The
United States (US) Congress is stepping up pressure on the Barack Obama
administration to formally designate the Boko Haram sect, which has
alleged al-Qaeda links, as a “foreign terrorist organization”.
Mr Scott Brown, a Republican senator from Massachusetts, wrote Secretary of State Hillary Clinton late last week on the matter.
He
urged Mrs Clinton to designate the sect, which has been linked to 700
killings in Nigeria in the past 18 months, as a terrorist organisation
under US law.
ON
Sunday, US Representatives, Peter King and Patrick Meehan, chairmen of
the House Homeland Security Committee and its counterterrorism
subcommittee, released a letter they sent to Clinton last Friday,
suggesting that the administration was moving too slowly on the matter.
King
and Meehan cited a Reuters’ report last week about how the Justice
Department earlier this year had urged the State Department to apply the
“foreign terrorist” designation to Boko Haram. The congressmen
suggested that by not doing so, the department was “denying the United
States intelligence and law enforcement communities the tools they need
to combat an al Qaeda-affiliated terrorist organization.
“Ten
years after 9/11, we cannot allow bureaucratic stovepipes and
interagency turf battles to prevent us from protecting the U.S. homeland
and U.S. global interests,” the congressmen complained.
The
letters detail a litany of violence Boko Haram, which means “western
education is sinful,” has allegedly perpetrated in recent years,
including a December 2010 bombing that killed 80 and an August 2011
bombing of the United Nations headquarters in Abuja, Nigeria’s capital,
in which 23 people died.
The
Justice Department’s letter to Clinton warned that the United States
should not “underestimate the potential threat Boko Haram poses to U.S.

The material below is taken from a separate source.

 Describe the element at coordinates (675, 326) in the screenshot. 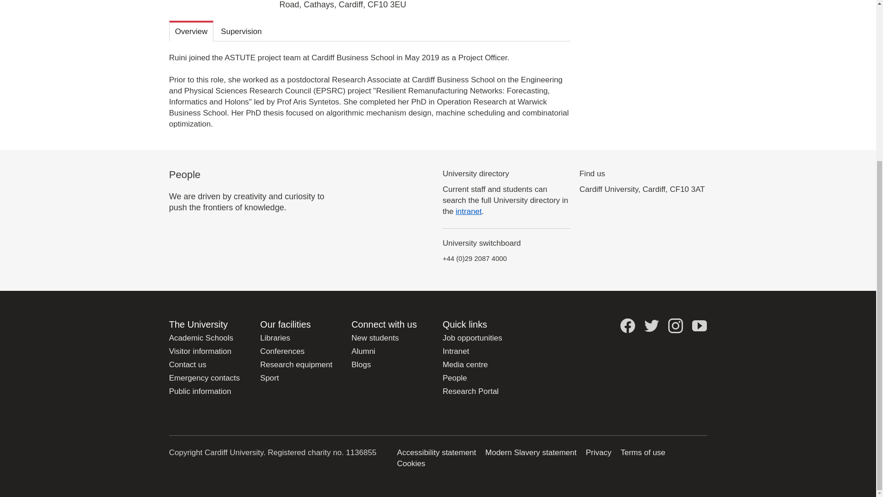

I see `instagram` at that location.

interests abroad and the homeland,” noting that it has “forged links”
with other militant groups which have threatened Western interests.
A
senior State Department official told Reuters last week the department
was obliged to undertake extensive analysis before adding organizations
to the list and said the department was “not stalling or dragging our
feet” on Boko Haram.
A
U.S. national security official said on Monday that although most
official reporting indicated that Boko Haram was “focused inwardly” in
terms of their current attack targets, there was growing evidence that
“they don’t like Kenya” and that their violent activities were growing.
A
congressional source said that as of last week, State Department
representatives had lobbied Congress to try to stop legislation that
would force the administration to act against the group or explain why
it had not done so.
Further legislative moves may occur later this week, another congressional source said.